They're off! First out of the gate in the race to crazy is Lindsey Graham, senior Senator from South Carolina, who wants to build permanent military bases in Afghanistan. He'll be passed within a furlong by other, newer nut cases, but for the nonce, he's out front.
The cost of a typical, six-hectare U.S base in the Middle East -- with operations center, residential blocks, communications hub, storage facilities, training center, medical center, repair facilities, logistics center, canteen, recreation facilities and a doghouse (yes, a doghouse is standard) -- runs about $100 million, give or take a few tens of millions. If Haliburton is involved, add another 30 to 50 million in vigorish. Graham doesn't say how many permanent bases he wants to build, but a good guess would be that just building them would add about $4 billion to the total cost of the Afghanistan war.
The $4 billion is a spit in the bucket of a war that will have cost more than $366 billion by the time this is posted. It's increasing at a rate of roughly $5,000 per second. Altogether we've spent $1.2 trillion since 2001 in order to kill nearly 6,000 United States military personnel in Iraq and Afghanistan, and more than 900,000 civilians, journalists and members of allied (called "coalition") military units.
According to the latest National Intelligence Estimates, the $366 billion Afghanistan war has left large parts of the country in danger of falling to the Taliban. Kabul, the capital, is still under Afghan government control, but most of the roads in and out of the city are controlled by the Taliban. The Afghan prime minister, Hamid Karzai, recently told Gen. David Petraeus, the U.S. commander there, "If I had to choose sides today, I'd choose the Taliban." This from our most dependable ally in the country.
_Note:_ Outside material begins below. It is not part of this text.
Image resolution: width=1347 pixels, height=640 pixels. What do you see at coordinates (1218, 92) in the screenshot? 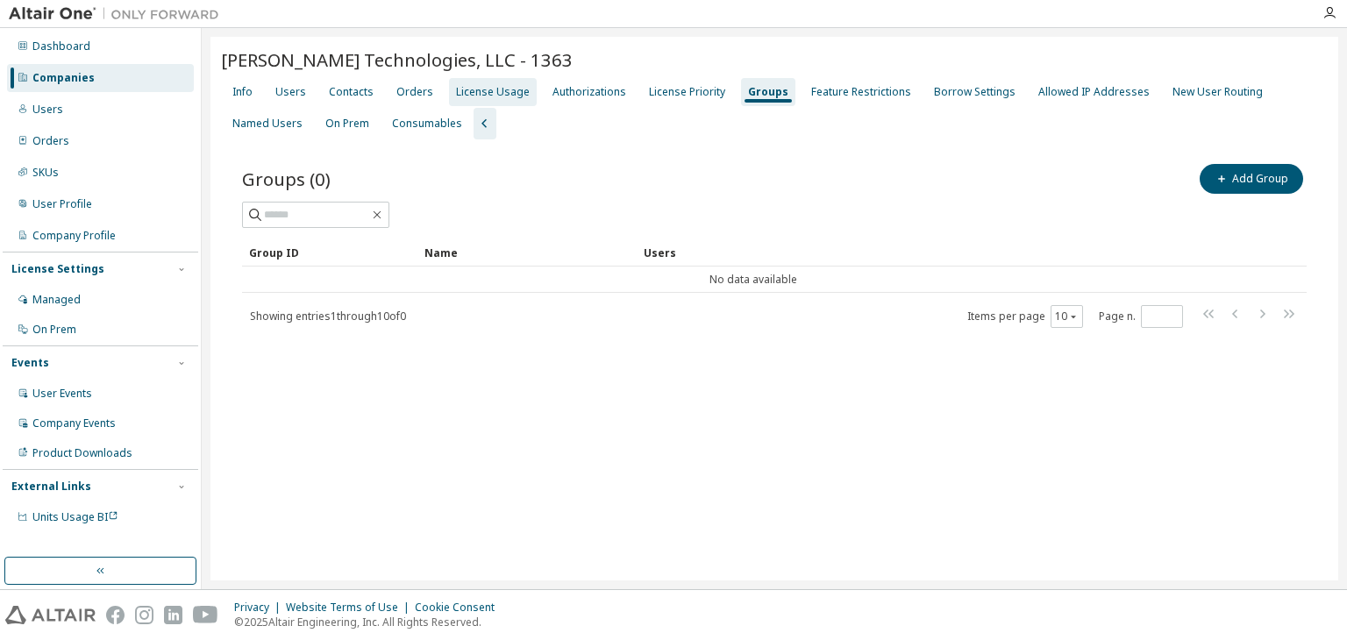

So that's what $366 billion of military buys. Four billion dollars worth of permanent bases won't do a damned thing to change that. It will enclose uncounted numbers of American troops in heavily-armed enclaves which Afghanistan's expert guerrilla forces will bleed dry by the death of a million razor cuts -- as they did to the Russians before us and the British before them. The BBC, ABC and several other international news agencies conducted a poll recently that showed 40 per cent of the populace in Afghanistan approved of attacks on U.S. troops, 30 per cent didn't care one way or the other as long as nobody disturbed the opium fields, and most of the rest didn't understand the question.
Only a handful of defense contractors would profit from the construction of Graham's permanent military bases in Afghanistan. But the movement to build them is just the first of many reminders to come that the United States military-industrial complex remains the greatest single power on earth.
We have military bases in 63 countries. They comprise nearly a million buildings and equipment edifices. Our Pentagon is the largest single land-owner in the world. Its budget -- spending will top $800 billion in 2011 -- is greater than the total military budgets of all the other nations in the world.
The most realistic recent study of universal health care in the United States -- that is, of guaranteeing free health care to every single American -- estimated the cost at $110 billion a year. That's one-eighth of what it costs to operate our killing machine for a year, a cost that has been increasing, on average, by 16% per year.
The same politicians, Sen. Graham in the forefront, who approve the costs of killing and in fact want to increase them with $4 billion worth of useless permanent bases tell us that we cannot afford the $110 billion to keep Americans healthy.
One of the first acts of the new Congress will be to cut spending to pay down our national debt. Social security funding will be reduced. Our doctors'' Medicare payments will be reduced. Retirees' prescription costs have already risen because pharmaceutical companies are raising prices and Medicare is cutting benefits.
We'll cut education spending to the bone, raise the payroll taxes of the working poor, cancel any vestiges of oversight of financial institutions so that they can continue to bankrupt individual ciitzens while paying record bonuses to the executives who almost ruined the entire economy two years ago.
My fellow Americans, assume "the position."